Currently, there is no system in place to responsibly shut down a failing financial company like AIG or Lehman Brothers. According to Treasury, the lack of a federal regulatory regime and resolution authority for large systemic non-bank financial institutions contributed to the financial crisis and, unless addressed with legislation, will constrain a federal response to future crises.
Thus, the legislation establishes an orderly process for the dismantling any large failing financial company in a way that protects taxpayers and minimizes the impact to the financial system.

If a large financial company fails, the legislation holds the financial industry and shareholders responsible for the cost of the company’s orderly wind down, not taxpayers; and protects the stability of the overall financial system. Under H.R. 3996, any costs for dismantling a failed financial company will be repaid first from the assets of the failed firm at the expense of shareholders and creditors. Any shortfall would then be covered by a dissolution fund pre-funded by large financial companies with assets of more than $50 billion and hedge funds with assets of more than $10 billion.

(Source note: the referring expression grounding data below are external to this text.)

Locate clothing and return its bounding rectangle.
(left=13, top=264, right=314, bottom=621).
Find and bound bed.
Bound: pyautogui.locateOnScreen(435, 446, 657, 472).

The FDIC will be able to unwind a failing firm so that existing contracts can be dealt with, creditors’ claims can be addressed, and parties required to bear losses do so. Unlike traditional bankruptcy, which does not account for complex interrelationships of such large firms and may endanger financial stability, this more flexible process will help prevent contagion and disruption to the entire system and the overall economy.

Costs to resolve a failing firm will be repaid first from the assets of the failed firm at the expense of shareholders and creditors, and to the extent of any shortfall, from assessments on all large financial firms. In this instance the legislation follows the “polluter pays” model where the financial industry has to pay for their mistakes, not taxpayers. The Resolution Fund is structured to spread the cost over a broad range of financial companies with assets of $10 billion or more, and provides for a flexible repayment period to avoid the procyclical effect of such assessments.

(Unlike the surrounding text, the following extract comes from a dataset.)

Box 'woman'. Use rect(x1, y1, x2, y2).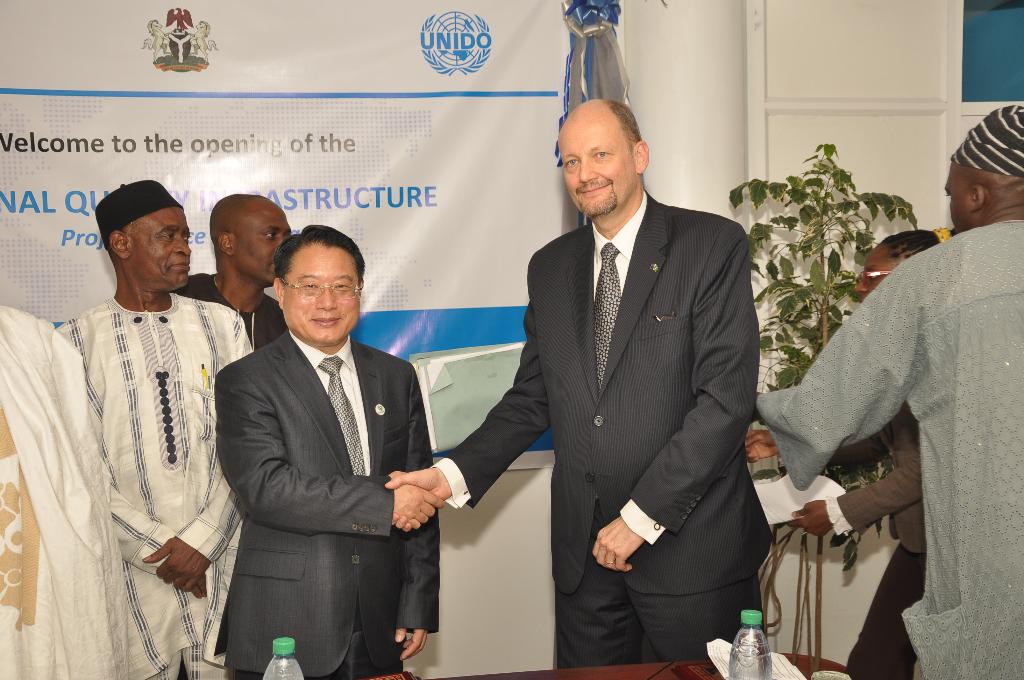
rect(742, 232, 946, 679).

In an effort to make the Fed more transparent and accountable, the Paul-Grayson Amendment removes the blanket restrictions on GAO audits of the Fed and allows the audit of every item on the Fed's balance sheet, all credit facilities, and all securities purchase programs. The Amendment retains a limited audit exemption on unreleased transcripts and minutes. Nothing in the amendment shall be construed as interference in or dictation of monetary policy by Congress or the GAO. Also, the Amendment calls for an180-day time lag on publication of records related to specific market interventions to avoid destabilizing markets or stigmatizing individual firms.